At the beginning of this year I went to my primary care physician after having had some difficulty breathing and was diagnosed with bronchitis.  3 days later I ended up in the ER with, what they believed at the time to be, pneumonia.  After about 36 hours in the hospital I began to panic, become even shorter of breath (it felt like I was being strangled from the inside), and my blood-oxygen level was down to around 86 and falling.   The oxygen had been turned up to 100 and still I was panting.  So I was rushed to the Medical ICU where the staff performed a number of tests on me.  A blood clot in the lungs was believed to be the culprit, then it was found that I had ARDS.  I lost consciousness before having ever learned what it was I was afflicted with.  I regained it 17 days later, just one day before my 22nd birthday.  My doctors felt it would be less painful for me if they induced coma while I was on a respirator.  About 2 or 3 days after an initial tube-mouth incubation they determined I was to be treated long-term, thus a tracheotomy was performed.

All I really remember was waking up.  My mom told me I had been in a coma and I didn't believe her, not until I looked down at my hands and saw how long my    finger nails were.  I was still on oxygen at that point, but was no long on the respirator.  I remember being hungry and feeling like I'd been hit by a semi.   I saw one of the ICU nurses first, then my mother, who, with my oldest sister, had been staying in the room just above mine, the entire time I was in ICU.   Then I saw my dad who had come to visit me everyday, and whose presence seemed to offer me the most comfort while I was sleeping, followed by my best friend Brandy, who had also come to see me everyday.  After one full week being prodded and pricked at in the hospital, I was over-joyed to go home.  I had worked extremely hard to regain my motor abilities,   eating (which came most easily) followed by walking and writing, as well as learning how to breathe again.  All I could do when I got home was lye in bed for nearly the first few days or so.  Eventually I became stronger and returned to school at the end of March, a lot wiser then I ever was before.  Besides knowing that my loved ones had to suffer without me being able to comfort them, during this illness,    the most painful and difficult experience of ARDS was that I lost my immortality.   No longer am I young and alive forever, now I am mortal, prone to the whims of all the forces of the universe, including ARDS, and death, an ideal I have worked extremely hard to accept.  Currently, I am taking summer classes at the University of Cincinnati, studying for the MCAT and volunteering at Deaconess Hospital.   The patients there seem to love to hear my story and know that  there is always hope, even though times may be tough and dark, the sun is always shining.   Ever since I was young, I wanted to be a doctor.  Now, having gone through ARDS I think more and more of becoming a pulmologist.  My mission is to take every thing that was horrible about the disease when I experienced it and make it better for someone else who experiences it, no matter how hard that may be.  Right now, it seems as though the scar on my neck is the most beautiful symbol in the world to those patients at Deaconess, who like to be reminded that there is hope out there, enough to go around for all of us.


■ **Work item**
How many lines in this data contain the string "potential"? Reply with the number only.

■ **Records from a collection of figures**
——

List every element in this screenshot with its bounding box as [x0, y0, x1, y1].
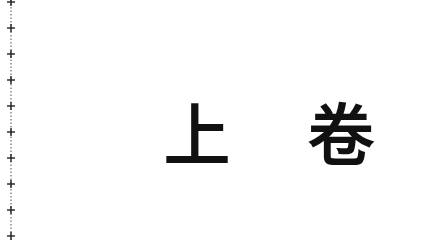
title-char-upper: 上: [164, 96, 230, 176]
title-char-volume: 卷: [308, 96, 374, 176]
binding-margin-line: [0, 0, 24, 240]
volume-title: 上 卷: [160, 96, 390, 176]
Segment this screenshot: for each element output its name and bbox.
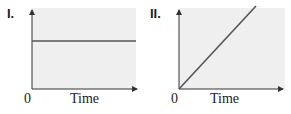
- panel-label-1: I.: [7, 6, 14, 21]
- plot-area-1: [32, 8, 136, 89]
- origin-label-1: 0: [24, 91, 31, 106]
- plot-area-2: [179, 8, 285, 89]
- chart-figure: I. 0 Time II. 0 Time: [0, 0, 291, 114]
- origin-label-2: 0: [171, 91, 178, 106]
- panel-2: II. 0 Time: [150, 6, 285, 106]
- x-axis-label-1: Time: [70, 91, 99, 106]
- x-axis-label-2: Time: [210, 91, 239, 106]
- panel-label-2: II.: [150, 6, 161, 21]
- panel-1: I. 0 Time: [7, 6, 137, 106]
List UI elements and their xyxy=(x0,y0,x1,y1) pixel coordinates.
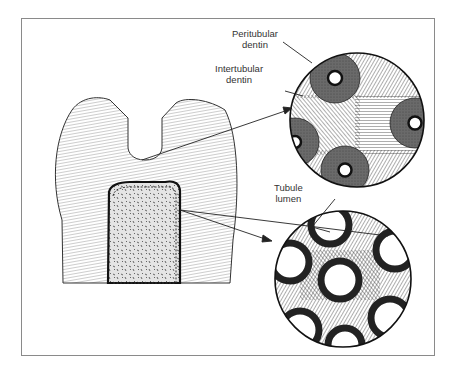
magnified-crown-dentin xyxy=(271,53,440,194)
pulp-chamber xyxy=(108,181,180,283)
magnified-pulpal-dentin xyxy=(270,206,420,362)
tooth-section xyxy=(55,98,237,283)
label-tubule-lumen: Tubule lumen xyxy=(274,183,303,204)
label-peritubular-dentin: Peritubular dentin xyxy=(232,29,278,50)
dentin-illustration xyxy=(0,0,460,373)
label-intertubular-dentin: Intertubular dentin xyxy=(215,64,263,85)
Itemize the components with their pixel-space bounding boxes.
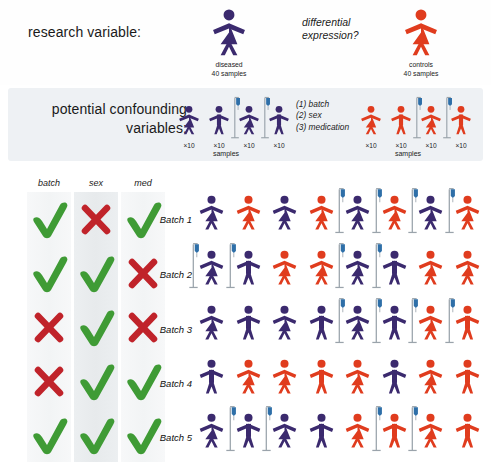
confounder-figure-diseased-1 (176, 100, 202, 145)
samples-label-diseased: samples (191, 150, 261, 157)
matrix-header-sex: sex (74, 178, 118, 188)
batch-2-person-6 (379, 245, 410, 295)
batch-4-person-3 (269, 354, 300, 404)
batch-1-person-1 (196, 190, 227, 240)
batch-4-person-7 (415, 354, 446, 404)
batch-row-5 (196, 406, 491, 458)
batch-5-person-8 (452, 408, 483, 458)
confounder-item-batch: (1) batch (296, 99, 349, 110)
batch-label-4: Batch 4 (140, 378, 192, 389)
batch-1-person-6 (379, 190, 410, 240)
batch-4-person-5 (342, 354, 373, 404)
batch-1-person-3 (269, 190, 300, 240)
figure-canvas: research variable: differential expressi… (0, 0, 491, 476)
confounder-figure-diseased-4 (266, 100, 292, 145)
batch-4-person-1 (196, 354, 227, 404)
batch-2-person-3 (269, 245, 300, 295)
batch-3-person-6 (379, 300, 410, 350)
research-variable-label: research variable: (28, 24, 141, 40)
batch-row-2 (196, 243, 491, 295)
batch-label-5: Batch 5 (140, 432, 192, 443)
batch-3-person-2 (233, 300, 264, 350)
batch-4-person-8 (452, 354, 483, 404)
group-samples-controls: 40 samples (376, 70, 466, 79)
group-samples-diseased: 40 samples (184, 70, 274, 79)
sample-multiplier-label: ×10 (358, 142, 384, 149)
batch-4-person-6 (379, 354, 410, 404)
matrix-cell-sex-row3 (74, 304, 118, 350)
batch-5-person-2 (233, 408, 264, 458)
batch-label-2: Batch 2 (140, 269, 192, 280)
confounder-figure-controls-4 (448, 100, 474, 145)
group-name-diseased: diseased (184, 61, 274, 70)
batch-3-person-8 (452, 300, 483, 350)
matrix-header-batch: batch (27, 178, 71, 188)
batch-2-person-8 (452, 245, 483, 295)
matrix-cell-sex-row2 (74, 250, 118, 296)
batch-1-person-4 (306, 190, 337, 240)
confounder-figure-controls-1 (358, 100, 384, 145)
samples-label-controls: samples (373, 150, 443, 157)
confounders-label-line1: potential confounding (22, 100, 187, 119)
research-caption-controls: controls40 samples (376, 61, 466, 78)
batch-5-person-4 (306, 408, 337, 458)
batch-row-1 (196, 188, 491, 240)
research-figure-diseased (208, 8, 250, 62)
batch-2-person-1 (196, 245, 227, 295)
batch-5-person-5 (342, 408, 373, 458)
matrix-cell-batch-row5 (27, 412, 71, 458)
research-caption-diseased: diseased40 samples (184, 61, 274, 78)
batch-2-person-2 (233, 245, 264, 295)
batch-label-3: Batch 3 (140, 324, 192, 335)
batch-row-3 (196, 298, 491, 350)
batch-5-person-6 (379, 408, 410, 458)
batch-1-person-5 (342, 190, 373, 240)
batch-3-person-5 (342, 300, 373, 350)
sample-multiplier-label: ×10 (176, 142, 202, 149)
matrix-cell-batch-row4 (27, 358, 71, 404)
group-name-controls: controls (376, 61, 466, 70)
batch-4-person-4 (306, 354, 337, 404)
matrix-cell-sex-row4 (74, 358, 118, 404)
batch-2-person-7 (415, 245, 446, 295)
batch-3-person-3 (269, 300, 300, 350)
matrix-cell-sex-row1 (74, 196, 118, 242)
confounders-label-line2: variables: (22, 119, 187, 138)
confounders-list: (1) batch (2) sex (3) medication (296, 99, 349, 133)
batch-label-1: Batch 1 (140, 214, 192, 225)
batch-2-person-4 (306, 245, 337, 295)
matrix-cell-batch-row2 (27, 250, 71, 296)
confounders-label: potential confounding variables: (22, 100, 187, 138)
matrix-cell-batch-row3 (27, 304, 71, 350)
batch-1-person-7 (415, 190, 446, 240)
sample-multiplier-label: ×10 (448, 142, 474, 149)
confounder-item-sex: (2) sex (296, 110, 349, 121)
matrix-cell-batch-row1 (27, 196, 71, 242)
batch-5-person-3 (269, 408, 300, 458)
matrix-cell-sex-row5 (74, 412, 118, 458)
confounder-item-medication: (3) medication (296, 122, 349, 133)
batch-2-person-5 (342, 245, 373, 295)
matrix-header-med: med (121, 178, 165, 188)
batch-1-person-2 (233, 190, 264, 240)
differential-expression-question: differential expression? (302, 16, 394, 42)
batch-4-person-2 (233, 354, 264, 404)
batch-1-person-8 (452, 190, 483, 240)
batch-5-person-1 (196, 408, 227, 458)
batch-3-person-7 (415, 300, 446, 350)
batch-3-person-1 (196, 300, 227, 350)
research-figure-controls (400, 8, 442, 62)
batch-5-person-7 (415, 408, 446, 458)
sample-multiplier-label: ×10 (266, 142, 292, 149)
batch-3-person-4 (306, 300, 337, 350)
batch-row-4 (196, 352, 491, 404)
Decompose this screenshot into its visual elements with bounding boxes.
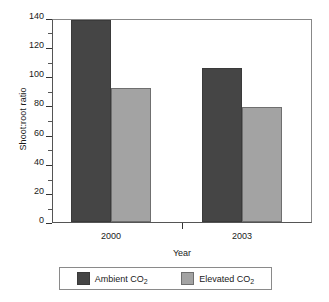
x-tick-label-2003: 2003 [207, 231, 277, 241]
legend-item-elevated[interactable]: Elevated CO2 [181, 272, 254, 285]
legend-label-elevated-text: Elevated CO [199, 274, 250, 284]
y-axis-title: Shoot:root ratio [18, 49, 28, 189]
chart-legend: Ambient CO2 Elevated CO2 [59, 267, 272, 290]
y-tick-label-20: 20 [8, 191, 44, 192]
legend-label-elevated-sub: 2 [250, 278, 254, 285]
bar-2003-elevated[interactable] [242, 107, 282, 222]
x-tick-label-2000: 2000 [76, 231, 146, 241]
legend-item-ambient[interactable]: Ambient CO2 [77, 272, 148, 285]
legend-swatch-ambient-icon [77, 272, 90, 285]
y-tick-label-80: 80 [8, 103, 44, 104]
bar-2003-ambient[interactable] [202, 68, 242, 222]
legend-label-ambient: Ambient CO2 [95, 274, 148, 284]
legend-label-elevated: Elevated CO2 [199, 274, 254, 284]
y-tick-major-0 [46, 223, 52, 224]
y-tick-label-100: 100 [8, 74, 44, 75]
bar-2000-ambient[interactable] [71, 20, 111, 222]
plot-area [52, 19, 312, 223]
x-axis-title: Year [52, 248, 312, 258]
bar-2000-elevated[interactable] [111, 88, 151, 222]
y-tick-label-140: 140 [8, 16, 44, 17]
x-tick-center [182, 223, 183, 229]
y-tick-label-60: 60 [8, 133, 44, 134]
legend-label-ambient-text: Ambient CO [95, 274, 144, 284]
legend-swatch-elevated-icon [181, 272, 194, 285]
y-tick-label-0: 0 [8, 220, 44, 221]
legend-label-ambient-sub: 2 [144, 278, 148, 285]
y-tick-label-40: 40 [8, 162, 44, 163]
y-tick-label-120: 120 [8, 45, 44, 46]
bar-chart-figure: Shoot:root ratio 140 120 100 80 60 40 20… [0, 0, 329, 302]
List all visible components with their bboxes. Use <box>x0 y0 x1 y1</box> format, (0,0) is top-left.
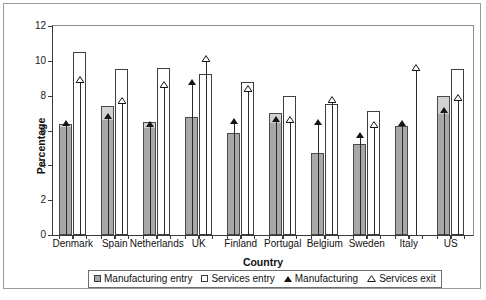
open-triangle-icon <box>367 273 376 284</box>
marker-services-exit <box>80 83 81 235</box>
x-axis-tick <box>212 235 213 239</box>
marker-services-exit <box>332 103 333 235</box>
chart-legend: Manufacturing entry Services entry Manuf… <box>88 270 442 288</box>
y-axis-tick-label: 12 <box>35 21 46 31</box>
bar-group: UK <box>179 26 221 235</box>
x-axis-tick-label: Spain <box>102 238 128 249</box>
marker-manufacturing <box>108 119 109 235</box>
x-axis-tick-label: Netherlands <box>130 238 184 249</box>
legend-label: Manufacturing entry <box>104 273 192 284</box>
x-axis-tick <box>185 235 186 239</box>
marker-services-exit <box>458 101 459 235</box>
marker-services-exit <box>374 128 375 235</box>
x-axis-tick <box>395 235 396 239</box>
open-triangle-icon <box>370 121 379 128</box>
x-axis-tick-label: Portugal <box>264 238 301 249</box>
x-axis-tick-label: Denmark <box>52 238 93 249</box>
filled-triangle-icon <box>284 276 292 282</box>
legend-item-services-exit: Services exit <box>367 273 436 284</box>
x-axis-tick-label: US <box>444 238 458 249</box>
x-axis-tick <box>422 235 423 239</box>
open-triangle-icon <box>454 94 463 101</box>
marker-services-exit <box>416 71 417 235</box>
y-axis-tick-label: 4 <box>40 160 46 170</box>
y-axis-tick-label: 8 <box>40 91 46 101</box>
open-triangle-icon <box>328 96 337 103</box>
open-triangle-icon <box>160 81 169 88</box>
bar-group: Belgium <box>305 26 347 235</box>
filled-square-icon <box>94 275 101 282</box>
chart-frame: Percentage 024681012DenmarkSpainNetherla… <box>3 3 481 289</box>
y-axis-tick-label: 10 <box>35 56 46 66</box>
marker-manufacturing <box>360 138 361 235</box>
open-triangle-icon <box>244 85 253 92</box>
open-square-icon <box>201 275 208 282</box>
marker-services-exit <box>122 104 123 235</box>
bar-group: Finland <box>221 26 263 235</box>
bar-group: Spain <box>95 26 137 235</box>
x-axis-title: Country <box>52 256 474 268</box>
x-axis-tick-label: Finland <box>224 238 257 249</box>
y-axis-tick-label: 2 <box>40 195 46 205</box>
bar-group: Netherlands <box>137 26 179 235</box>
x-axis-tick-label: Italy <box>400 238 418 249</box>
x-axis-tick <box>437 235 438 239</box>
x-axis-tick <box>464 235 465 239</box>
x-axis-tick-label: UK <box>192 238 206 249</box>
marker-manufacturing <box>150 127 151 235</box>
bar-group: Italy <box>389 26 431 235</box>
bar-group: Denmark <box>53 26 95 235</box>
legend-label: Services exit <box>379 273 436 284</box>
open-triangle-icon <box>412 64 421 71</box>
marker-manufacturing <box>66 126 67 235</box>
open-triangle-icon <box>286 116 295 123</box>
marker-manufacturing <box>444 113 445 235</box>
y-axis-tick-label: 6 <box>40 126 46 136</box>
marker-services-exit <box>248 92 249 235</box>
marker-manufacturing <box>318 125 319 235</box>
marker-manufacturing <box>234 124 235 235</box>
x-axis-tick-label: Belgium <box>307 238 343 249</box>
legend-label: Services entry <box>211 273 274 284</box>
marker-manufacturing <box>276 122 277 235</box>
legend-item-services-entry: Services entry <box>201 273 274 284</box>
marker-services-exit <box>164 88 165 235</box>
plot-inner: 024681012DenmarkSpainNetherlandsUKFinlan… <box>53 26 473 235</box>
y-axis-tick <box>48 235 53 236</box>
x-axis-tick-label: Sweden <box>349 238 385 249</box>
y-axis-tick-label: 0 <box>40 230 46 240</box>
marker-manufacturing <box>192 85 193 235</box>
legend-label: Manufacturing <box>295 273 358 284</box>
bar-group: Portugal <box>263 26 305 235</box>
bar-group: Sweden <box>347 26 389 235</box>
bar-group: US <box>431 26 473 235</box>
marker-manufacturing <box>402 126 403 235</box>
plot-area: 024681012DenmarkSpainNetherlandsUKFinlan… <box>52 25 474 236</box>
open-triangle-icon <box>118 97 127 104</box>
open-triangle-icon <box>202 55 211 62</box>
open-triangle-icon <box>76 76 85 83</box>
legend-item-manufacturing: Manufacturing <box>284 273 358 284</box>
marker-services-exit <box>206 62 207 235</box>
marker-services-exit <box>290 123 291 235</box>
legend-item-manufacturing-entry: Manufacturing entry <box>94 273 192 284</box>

——

■ **The answer**
2